Despite months of infighting and stalled negotiations, New Jersey's top lawmaker said Thursday the state Legislature could vote to legalize marijuana in the Garden State as early as next month.
"I think it's gonna be soon," state Senate President Stephen Sweeney told NJ Advance Media when asked if it's possible the state will legalize recreational pot use by the end of the year. "We'll have the legislation done. Then you have to do the regulations and everything else."
“These amendments can take it to the next level,” Holley said, adding that his changes could be plugged right into Scutari’s bill. Holley thinks these changes will win enough votes to pass recreational marijuana in New Jersey.
Here are the biggest changes Holley proposed:
No limits on dispensaries
Scutari’s bill capped the number of dispensaries at 218 -- 98 medical marijuana dispensaries and 120 recreational shops. Holley’s plan wouldn’t set a cap at all, allowing state regulators to determine how many marijuana retail locations there would be based on the demand.
Tucked inside a nondescript commercial warehouse here sits a sophisticated marijuana-growing operation. A custom filtration system feeds a proprietary cocktail of nutrients into a hydroponic, two-level farming system. Two pallets of crops are harvested every day, and the 15,000 square feet will eventually yield two tons of marijuana per year.
And it’s all legal.
New Jersey did not legalize recreational marijuana as part of the state’s newly enacted budget, but Democratic Gov. Phil Murphy and a key lawmaker say it will get done soon.
Advocates of legalization say they’re trying to overcome decades of stigma as well as a federal prohibition in an effort to make New Jersey the latest state to legalize cannabis. But they say they remain optimistic that bills will pass the Democrat-led Legislature this year. Opponents point to the legalization effort’s slow going as a sign the effort could stall out.
New Jersey's rush toward legal marijuana has slowed to a crawl.
Gov. Phil Murphy's first 100 days in office came and went without a legal weed bill passing the Legislature. Then, on July 1, Murphy signed a state budget that does not anticipate non-medical marijuana sales in the next year, forcing the administration to strip out $60 million in revenue that it had anticipated from taxes on the drug.
Gov. Phil Murphy’s first hundred days in office came and went without legalized marijuana, as he’d promised to get done as a candidate. Now his first budget is approved, still without taxes from legalization.
Top Democrats are now saying it could be approved before Labor Day.

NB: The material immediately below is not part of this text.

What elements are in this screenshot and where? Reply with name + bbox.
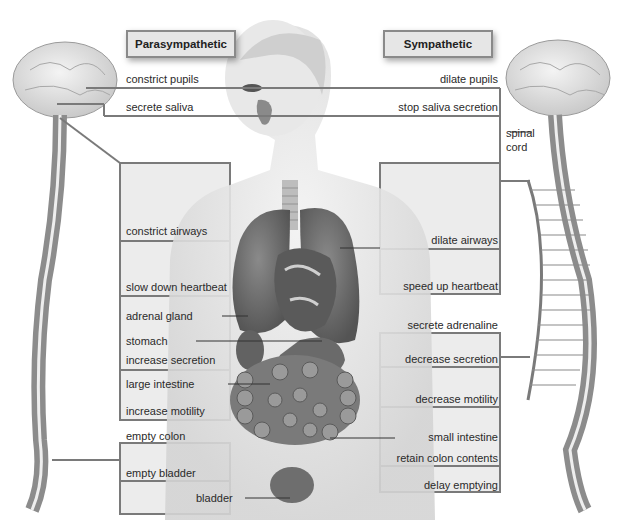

Murphy’s original budget plan in March counted on $60 million from adult-use, recreational marijuana sales starting Jan. 1. But the budget he signed Sunday includes none of that, though there’s still $20 million from sales of medical marijuana.
As June burned to a close, lawmakers in Trenton were still scrambling to pass a budget by the end of the month and avoid a government shutdown. Surprisingly absent from negotiations was one of the main platforms on which Gov. Phil Murphy ran for office: marijuana legalization.
Despite support from top lawmakers, marijuana reform couldn't get done before the June 30 budget deadline. It's now been delayed until at least later this summer.
Don't hold your breath for movement on legislation to legalize marijuana before Saturday's state budget deadline.
Legislators and industry insiders say it's going to be kicked down the road until after New Jersey gets a budget.
Sen. Nicholas Scutari, D-Union, who proposed his recreational/medicinal marijuana mashup just three weeks ago, told NJ Advance Media there'll be no push to get legislation done this week but he believes it could be hashed out over the next month.
The probability of an adult-use marijuana bill passing in New Jersey before a June 30 budget deadline reportedly is declining, but lawmakers still look poised to approve recreational MJ within the next year, according to a policy analyst and advocate.
The current effort is hitting a snag because of state budget squabbles as well as lack of consensus over the details of a marijuana industry, according to NorthJersey.com.
For the past several years, the question of whether to legalize the recreational use of marijuana for adults has been a hotly debated topic across the country. The 2017 gubernatorial race brought this debate to New Jersey, when then-candidate Phil Murphy proclaimed that one of his goals for his first 100 days as Governor would be the passage of legislation to legalize the recreational use of marijuana for adults. While those 100 days have come and gone without the passage of such legislation, Governor Murphy remains committed to the legalization of recreational marijuana.